Removing the Must Appraise Clause.
BEFORE you as a buyer of a home agree to “remove the must appraise clause” you need to know that means more cash from you the buyer of an undetermined amount. You also need to know the Finance Contingency does not usually cover not having enough Cash to Close.
Cash bridges the gap between Appraised Value and Sold Price in a Housing Recovery. 2012 not so much. Early 2013 we are seeing “remove must appraise clause” as a condition of acceptance in multiple offers more so than last year. I did see a few last year. Mostly flip houses with a huge change in price from “bought at foreclosure” to 3 months later “sold as flipped house” at almost twice the price as the flipper just paid for it.
This year removing the “must appraise clause” in most all upwardly mobile neighborhoods has become a given.
Sellers are not necessarily choosing highest offer in multiple offers, unless that highest offer also is all cash with no must appraise clause OR the buyer is willing to fund the appreciation with cash.
Because this is so very common right now, and will continue to be so through at least this season into August, people need to know what that means.
LENDERS are not supposed to Fund a Housing Recovery.
THAT is WHY we had a Real Estate “Bubble”.
Lenders bridging the gap between Appraised Value based on “comps” and what a buyer is willing to pay for a house, is a lot of stale air…a bubble. Appreciation fueled by cash from the home buyer is a more stable and historically common form of funding home price appreciation.
Agents get mad when a house doesn’t appraise. That’s just crazy thinking. Let’s take a look at an example as to why that is. Let’s assume the homes are equal in all ways in the example below.
Asking Price – $500,000.00
Last home sold in neighborhood – $485,000
House before that sold – $470,000
House before that sold – $460,000
$500,000 Asking Price house goes into multiple offers and sells at $515,000.
Buyer is putting 20% down. 20% down of WHAT? Buyer thinks he is putting down 20% down of the Purchase Price. BUT the lender says they will fund 80% of Appraised Value or Purchase Price…whichever is LESS.
Very important to understand that your 20% down plus The Lender’s 80% does not equal 100% of the Purchase Price when the market is rising.
If the house appraises at $475,000 in the example above, and the Purchase Price is $515,000, then the lender will loan 80% of $475,000 or $380,000. The buyer’s 20% of the purchase price is $103,000.
$380,000 80% of Appraised Value + $103,000 20% of Purchase Price equals $483,000 and not $515,000. The GAP is $32,000. That means the buyer has to bring $135,000 downpayment to the table vs $103,000. He needs to bring 20% of the purchase price PLUS the difference between 80% of appraised value and his 20% of Purchase Price.
That $$$ difference between what the buyer intended to pay as “20% down of $515,000” and the 80% of Appraised Value that the Lender is willing to lend IS “The Housing Recovery”
That “Housing Recovery” needs to be fueled with an additional cash infusion by the buyer of the home, NOT additional loaned funds as part of the mortgage.
People are asking if this is another “Housing Bubble”. All Market Appreciation does not create a “bubble”. Appreciation fueled by lenders is a bubble.
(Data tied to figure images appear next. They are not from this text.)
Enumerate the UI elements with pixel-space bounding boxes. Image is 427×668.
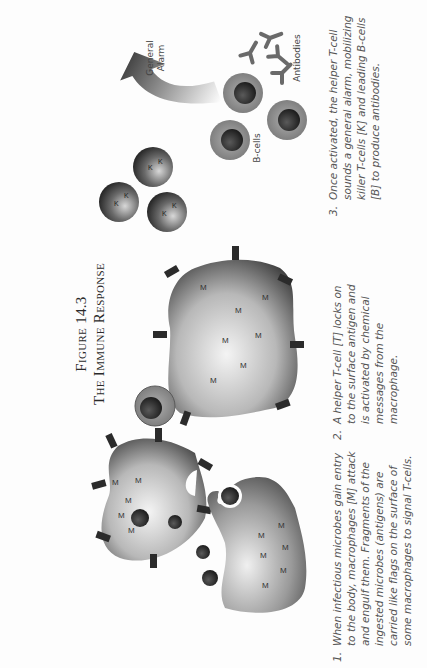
svg-text:M: M bbox=[258, 531, 265, 540]
killer-tcells: K K K K K K bbox=[99, 147, 187, 232]
antibodies-label: Antibodies bbox=[292, 33, 303, 83]
rotated-page: Figure 14.3 The Immune Response bbox=[0, 0, 427, 668]
general-alarm-arrow bbox=[113, 30, 222, 132]
svg-text:M: M bbox=[280, 566, 287, 575]
svg-text:K: K bbox=[158, 158, 163, 165]
svg-text:M: M bbox=[135, 476, 142, 485]
caption-panel-1: 1. When infectious microbes gain entry t… bbox=[330, 448, 414, 646]
svg-text:M: M bbox=[210, 376, 217, 385]
macrophage-with-helper-tcell: M M M M M M M bbox=[135, 246, 304, 426]
svg-text:M: M bbox=[128, 526, 135, 535]
svg-text:M: M bbox=[240, 361, 247, 370]
svg-text:M: M bbox=[235, 306, 242, 315]
svg-text:M: M bbox=[125, 496, 132, 505]
caption-number-2: 2. bbox=[330, 430, 344, 440]
svg-text:K: K bbox=[162, 210, 167, 217]
svg-text:M: M bbox=[112, 478, 119, 487]
caption-panel-3: 3. Once activated, the helper T-cell sou… bbox=[326, 2, 382, 200]
svg-text:K: K bbox=[172, 202, 177, 209]
b-cells-label: B-cells bbox=[252, 128, 263, 168]
macrophage-with-antigen-flags: M M M M M bbox=[91, 428, 213, 568]
svg-text:M: M bbox=[222, 336, 229, 345]
svg-text:M: M bbox=[255, 331, 262, 340]
macrophage-engulfing: M M M M M M bbox=[207, 477, 306, 613]
svg-text:M: M bbox=[278, 521, 285, 530]
svg-text:K: K bbox=[148, 164, 153, 171]
svg-text:M: M bbox=[260, 551, 267, 560]
svg-text:M: M bbox=[282, 543, 289, 552]
svg-text:K: K bbox=[114, 200, 119, 207]
svg-text:K: K bbox=[124, 192, 129, 199]
svg-text:M: M bbox=[118, 511, 125, 520]
svg-text:M: M bbox=[262, 581, 269, 590]
svg-text:M: M bbox=[262, 293, 269, 302]
general-alarm-label: General Alarm bbox=[145, 38, 167, 78]
helper-tcell bbox=[135, 386, 175, 426]
caption-number-1: 1. bbox=[330, 652, 344, 662]
caption-number-3: 3. bbox=[326, 206, 340, 216]
svg-text:M: M bbox=[200, 283, 207, 292]
caption-panel-2: 2. A helper T-cell [T] locks on to the s… bbox=[330, 274, 400, 424]
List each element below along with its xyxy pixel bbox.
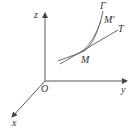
origin-label: O [41, 83, 48, 94]
diagram-canvas: O z y x Γ M' T M [0, 0, 136, 131]
tangent-t-label: T [118, 23, 125, 34]
point-m-label: M [80, 54, 90, 65]
x-axis-label: x [11, 117, 17, 128]
y-axis-label: y [120, 84, 126, 95]
curve-gamma-label: Γ [99, 0, 106, 11]
point-m-prime-label: M' [103, 14, 115, 25]
secant-m-mprime [82, 21, 101, 52]
z-axis-label: z [33, 9, 38, 20]
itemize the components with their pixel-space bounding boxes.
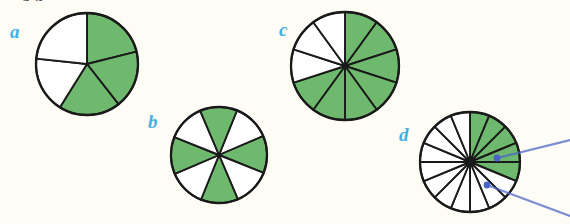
- figure-label-c: c: [279, 20, 287, 39]
- pie-d: [420, 112, 520, 212]
- figure-label-a: a: [10, 22, 20, 41]
- figure-label-d: d: [399, 125, 409, 144]
- pointer-lower-dot: [484, 182, 491, 189]
- figure-canvas: a.4 a b c d: [0, 0, 570, 224]
- cut-off-heading: a.4: [22, 0, 44, 1]
- pie-a: [36, 13, 138, 115]
- pointer-upper-dot: [494, 155, 501, 162]
- pie-b: [171, 107, 267, 203]
- figure-label-b: b: [148, 112, 158, 131]
- pie-c: [291, 12, 399, 120]
- pie-c-center-dot: [342, 63, 348, 69]
- pie-d-center-dot: [466, 158, 474, 166]
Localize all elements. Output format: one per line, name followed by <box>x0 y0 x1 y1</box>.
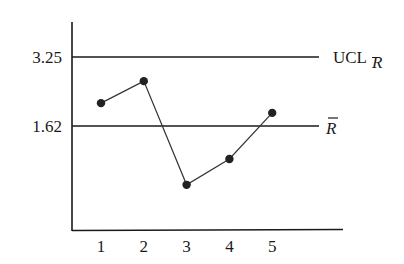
y-tick-label: 3.25 <box>32 48 62 67</box>
x-tick-label: 5 <box>268 237 277 256</box>
x-tick-label: 2 <box>140 237 149 256</box>
control-chart: 3.251.62 12345 UCLRR <box>0 0 404 264</box>
x-tick-labels: 12345 <box>97 237 277 256</box>
data-point <box>140 77 148 85</box>
x-tick-label: 3 <box>182 237 191 256</box>
ucl-label: UCL <box>333 48 367 67</box>
x-tick-label: 4 <box>225 237 234 256</box>
data-point <box>225 155 233 163</box>
rbar-label: R <box>325 119 337 138</box>
ucl-subscript: R <box>371 53 383 72</box>
data-series <box>97 77 277 189</box>
series-line <box>101 81 272 185</box>
reference-line-labels: UCLRR <box>325 48 383 138</box>
reference-lines <box>72 57 319 126</box>
x-tick-label: 1 <box>97 237 106 256</box>
y-tick-label: 1.62 <box>32 117 62 136</box>
data-point <box>97 99 105 107</box>
data-point <box>182 181 190 189</box>
data-point <box>268 109 276 117</box>
y-tick-labels: 3.251.62 <box>32 48 62 136</box>
x-axis <box>72 230 343 231</box>
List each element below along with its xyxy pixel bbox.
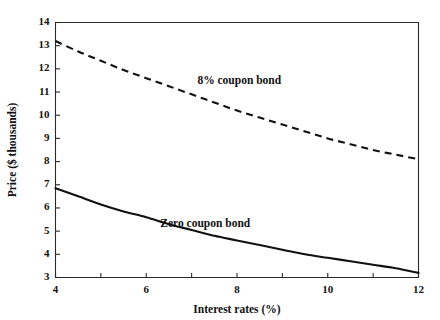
x-axis-title: Interest rates (%) <box>193 303 280 316</box>
series-label-8-coupon-bond: 8% coupon bond <box>197 74 281 87</box>
y-tick-label: 12 <box>39 61 51 73</box>
y-axis-title: Price ($ thousands) <box>6 103 19 198</box>
y-tick-label: 13 <box>39 38 51 50</box>
y-tick-label: 9 <box>44 131 50 143</box>
bond-price-chart: 34567891011121314 4681012 8% coupon bond… <box>0 0 440 320</box>
x-tick-label: 8 <box>234 283 240 295</box>
y-tick-label: 8 <box>44 154 50 166</box>
y-tick-label: 11 <box>39 85 49 97</box>
series-line-zero-coupon-bond <box>56 188 419 273</box>
y-tick-label: 7 <box>44 177 50 189</box>
y-tick-label: 6 <box>44 200 50 212</box>
axis-frame <box>56 23 419 278</box>
y-tick-label: 4 <box>44 247 50 259</box>
x-tick-label: 12 <box>413 283 425 295</box>
x-axis-ticks: 4681012 <box>53 273 425 295</box>
series-label-zero-coupon-bond: Zero coupon bond <box>160 217 251 230</box>
y-tick-label: 5 <box>44 224 50 236</box>
y-tick-label: 10 <box>39 108 51 120</box>
series-line-8-coupon-bond <box>56 41 419 159</box>
y-axis-ticks: 34567891011121314 <box>39 15 61 282</box>
y-tick-label: 14 <box>39 15 51 27</box>
x-tick-label: 4 <box>53 283 59 295</box>
plot-frame <box>56 23 419 278</box>
chart-canvas: 34567891011121314 4681012 8% coupon bond… <box>0 0 440 320</box>
y-tick-label: 3 <box>44 270 50 282</box>
series-annotations: 8% coupon bondZero coupon bond <box>160 74 281 230</box>
x-tick-label: 6 <box>144 283 150 295</box>
x-tick-label: 10 <box>322 283 334 295</box>
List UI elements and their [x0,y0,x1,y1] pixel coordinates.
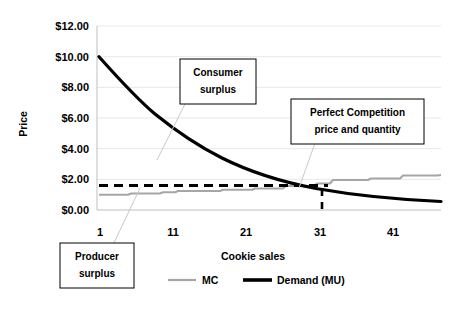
annotation-consumer-surplus[interactable]: Consumer surplus [180,59,256,104]
annotation-consumer-surplus-line2: surplus [200,84,237,95]
x-tick-label: 1 [97,226,103,238]
legend-label-mc: MC [202,274,219,286]
y-tick-label: $4.00 [61,143,89,155]
annotation-producer-surplus-line1: Producer [75,251,119,262]
y-tick-label: $12.00 [55,20,89,32]
x-tick-label: 21 [240,226,252,238]
y-axis-title: Price [17,111,29,137]
y-tick-label: $0.00 [61,204,89,216]
annotation-consumer-surplus-box[interactable] [180,59,256,104]
y-tick-label: $2.00 [61,173,89,185]
annotation-producer-surplus-box[interactable] [60,243,134,288]
annotation-producer-surplus[interactable]: Producer surplus [60,243,134,288]
x-tick-label: 11 [167,226,179,238]
x-axis-title: Cookie sales [221,250,285,262]
annotation-consumer-surplus-line1: Consumer [193,67,243,78]
y-tick-label: $6.00 [61,112,89,124]
y-tick-label: $8.00 [61,81,89,93]
x-tick-label: 41 [387,226,399,238]
annotation-producer-surplus-line2: surplus [79,268,116,279]
annotation-perfect-competition[interactable]: Perfect Competition price and quantity [291,99,424,144]
legend-label-demand: Demand (MU) [277,274,345,286]
annotation-perfect-competition-line2: price and quantity [314,124,401,135]
annotation-perfect-competition-line1: Perfect Competition [310,107,405,118]
x-tick-label: 31 [314,226,326,238]
economics-chart: $12.00 $10.00 $8.00 $6.00 $4.00 $2.00 $0… [0,0,451,310]
y-tick-label: $10.00 [55,51,89,63]
annotation-perfect-competition-box[interactable] [291,99,424,144]
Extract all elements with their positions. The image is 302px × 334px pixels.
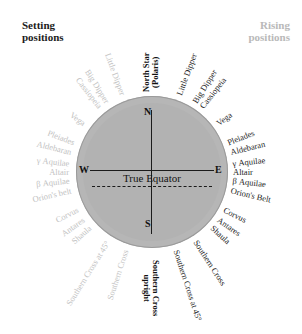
- southern-cross-upright-label: Southern Cross upright: [142, 260, 160, 316]
- star-label-ring: Little DipperBig DipperCassiopeiaVegaPle…: [0, 0, 302, 334]
- north-star-polaris-label: North Star (Polaris): [142, 53, 160, 92]
- rising-label-14: Southern Cross: [105, 248, 131, 301]
- setting-label-13: Southern Cross: [191, 238, 228, 287]
- setting-label-9: Orion's Belt: [230, 186, 272, 205]
- rising-label-3: Vega: [68, 110, 88, 128]
- star-compass-diagram: Setting positions Rising positions True …: [0, 0, 302, 334]
- setting-label-14: Southern Cross at 45°: [172, 248, 205, 322]
- rising-label-0: Little Dipper: [103, 52, 127, 97]
- setting-label-3: Vega: [214, 110, 234, 128]
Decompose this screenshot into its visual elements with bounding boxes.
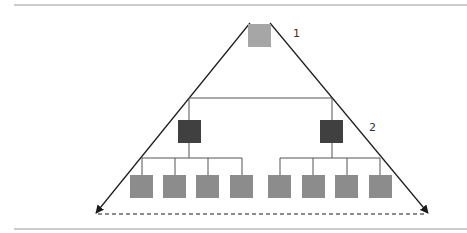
node-leaf-4 — [230, 175, 253, 198]
node-mid-left — [178, 120, 201, 143]
node-leaf-2 — [163, 175, 186, 198]
node-leaf-5 — [268, 175, 291, 198]
node-leaf-1 — [130, 175, 153, 198]
hierarchy-pyramid-diagram — [0, 0, 467, 233]
level-label-2: 2 — [369, 121, 376, 134]
node-leaf-8 — [369, 175, 392, 198]
node-leaf-6 — [302, 175, 325, 198]
node-leaf-3 — [196, 175, 219, 198]
node-leaf-7 — [335, 175, 358, 198]
node-top — [248, 24, 271, 47]
node-mid-right — [320, 120, 343, 143]
level-label-1: 1 — [293, 27, 300, 40]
Appreciation fueled with hard cash dollars from the buyer is market appreciation. BOTH can be lost when the market goes down.
No one can tell you what prices will be in 5 years or 10 years or 15 years when it is time for you to move on and sell your house. The only issue is IF the market at the time you sell creates a negative result between what you paid and what you sell for, is that lost money your money or the bank’s money?
In the future, based on cash fueling the recovery vs lenders fueling the recovery, the negative result will not create short sales and foreclosures to the same degree that it did after “The Bubble Years”.
Appraisers can take the comps and deduct from the result if they want to cover the lenders better. They can STICK WITH the actual comps. They can be instructed to add x% for a rising market. In the Bubble Years they added x% for a rising market PER HOUSE vs PER YEAR! That is where they went terribly wrong. Instead of adding 5% for a year…they added 5% to every house! Consequently 6 sales in 4 months created appreciation of 6 times 5% or 30% increase in 4 months. THAT was “The Bubble”.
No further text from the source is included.